Milking a dry cow to support the reckless life of those at the top has been CCM’s unchallenged attitude and behaviour.
Human rights abuses have continued under the guises of “I don’t know what is happening”.
The perpetrators of crimes against humanity tout ignorance as a defence, but if they cannot guarantee us safety, why should they not go home for good?
CCM never wrote in her election manifesto a statement of intent to form a statutory “truth and reconciliation” commission like that of South Africa under Bishop Desmond Tutu, yet still sought vacuous reconciliation! Can reconciliation not be founded on statutes?
Reconciliation begins with an admission of wrongdoing, seeking forgiveness and accepting the consequences attached to it in the form of restitution.
CCM says reconciliation begins and ends with letting bygones be bygones. CCM shuns public accountability but still expects to ameliorate the justice system! What a contradiction!
Does CCM really understand the true meaning of reconciliation, or is it just playing with our collective intelligence?
It is a scurrilous affront to our collective intelligence for CCM to advocate reconciliation without establishing a legal mechanism where the victims and their torturers will be summoned under one roof.
The aim should be to sort out the grievances with the government acting as a guarantor of compensation to those whose human rights were violated.
All political abductions, torture and killings ought to be acknowledged in public as a vital step in national healing.
Under no circumstances should anybody lose their life to prolong CCM overstay in power.
Without acknowledging these human rights abuses, national healing and its accompanying deterrence will not materialize on its own.
Many voters are looking to vote for Tundu Lissu to be our next president because they have lost faith in CCM.
This forthcoming election will be a referendum on CCM’s legitimacy to continue to stay in power while undermining our collective lot.
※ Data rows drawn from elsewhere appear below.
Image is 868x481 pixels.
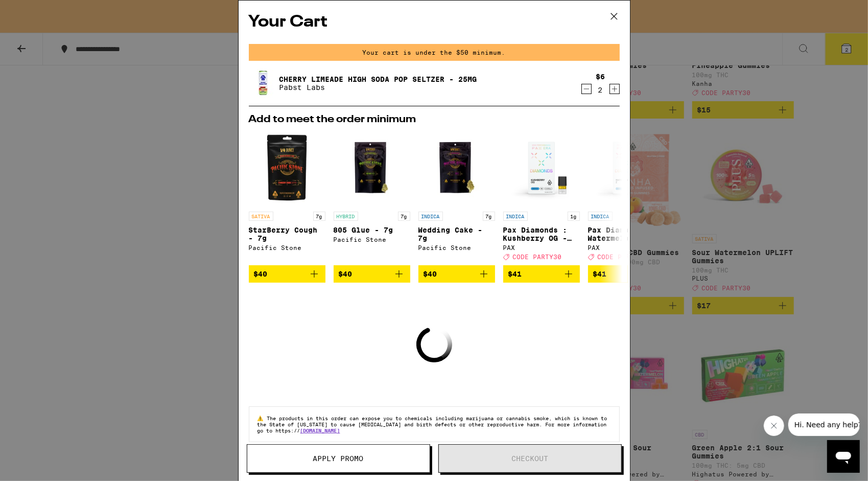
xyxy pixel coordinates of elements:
[568,211,580,221] p: 1g
[279,83,477,92] p: Pabst Labs
[588,211,612,221] p: INDICA
[588,244,665,251] div: PAX
[419,130,495,265] a: Open page for Wedding Cake - 7g from Pacific Stone
[503,226,580,242] p: Pax Diamonds : Kushberry OG - 1g
[313,211,326,221] p: 7g
[419,244,495,251] div: Pacific Stone
[257,415,607,433] span: The products in this order can expose you to chemicals including marijuana or cannabis smoke, whi...
[596,86,605,94] div: 2
[483,211,495,221] p: 7g
[247,444,430,473] button: Apply Promo
[419,265,495,283] button: Add to bag
[254,270,267,278] span: $40
[249,226,326,242] p: StarBerry Cough - 7g
[334,226,410,234] p: 805 Glue - 7g
[334,265,410,283] button: Add to bag
[257,415,267,421] span: ⚠️
[398,211,410,221] p: 7g
[588,265,665,283] button: Add to bag
[588,130,665,207] img: PAX - Pax Diamonds : Watermelon Z - 1g
[588,226,665,242] p: Pax Diamonds : Watermelon Z - 1g
[788,413,860,436] iframe: Message from company
[334,130,410,265] a: Open page for 805 Glue - 7g from Pacific Stone
[313,455,364,462] span: Apply Promo
[503,211,527,221] p: INDICA
[334,236,410,243] div: Pacific Stone
[334,130,410,207] img: Pacific Stone - 805 Glue - 7g
[512,455,548,462] span: Checkout
[419,211,443,221] p: INDICA
[598,253,646,260] span: CODE PARTY30
[438,444,622,473] button: Checkout
[249,11,620,34] h2: Your Cart
[249,69,278,98] img: Cherry Limeade High Soda Pop Seltzer - 25mg
[763,415,784,436] iframe: Close message
[300,427,340,433] a: [DOMAIN_NAME]
[339,270,352,278] span: $40
[609,83,620,94] button: Increment
[596,73,605,81] div: $6
[513,253,562,260] span: CODE PARTY30
[593,270,607,278] span: $41
[419,226,495,242] p: Wedding Cake - 7g
[503,130,580,207] img: PAX - Pax Diamonds : Kushberry OG - 1g
[249,44,620,61] div: Your cart is under the $50 minimum.
[503,265,580,283] button: Add to bag
[508,270,522,278] span: $41
[6,7,74,15] span: Hi. Need any help?
[419,130,495,207] img: Pacific Stone - Wedding Cake - 7g
[581,83,592,94] button: Decrement
[249,244,326,251] div: Pacific Stone
[588,130,665,265] a: Open page for Pax Diamonds : Watermelon Z - 1g from PAX
[827,440,860,473] iframe: Button to launch messaging window
[334,211,358,221] p: HYBRID
[249,130,326,265] a: Open page for StarBerry Cough - 7g from Pacific Stone
[249,130,326,207] img: Pacific Stone - StarBerry Cough - 7g
[279,75,477,83] a: Cherry Limeade High Soda Pop Seltzer - 25mg
[249,265,326,283] button: Add to bag
[503,244,580,251] div: PAX
[249,114,620,125] h2: Add to meet the order minimum
[423,270,437,278] span: $40
[503,130,580,265] a: Open page for Pax Diamonds : Kushberry OG - 1g from PAX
This election will interrogate voters on whether they still trust CCM to deliver her promises.
Whether the voters’ collective living standards have improved under CCM reign now when compared to 2020.
Whether CCM can be trusted to provide leadership in political, economic and social reforms or more of the same clears the benchmark.
Tundu Lissu, whose children were born and live in the USA, understands the pain and humiliation imposed by CCM’s recent legalization of denunciation of dual citizenship.
On day one, as president at Dodoma State House, he will instruct his newly appointed AG to repeal that law called something like “special status” to Tanzanians in the diaspora by reaffirming their inalienable citizenship rights well protected in the constitution.
That law was and still is unconstitutional, notwithstanding what our compromised judiciary says about it.
The election of Tundu Lissu was the most transparent election ever seen in recent memory, and it shows that the electorate is willing to seek meaningful reforms outside CCM.
An average voter knows this country is endowed with untold riches of natural and human resources.
What Tanzania has lacked since independence is good leadership, and CCM epitomizes poor leadership and economic mismanagement of the highest order.
Nyerere identified four foundations of development: people, land, good policies of socialism & self-reliance, and good leadership.
He went on to say that we have the first three, but we lack good leadership. Indeed, voters will have the task of sacking CCM for a failure to provide good leadership for the last 63 years.
We are now ripe enough to know whether the mango is rotten or not, and we will have the opportunity to express our collective stand on the direction our governance should take come October this year.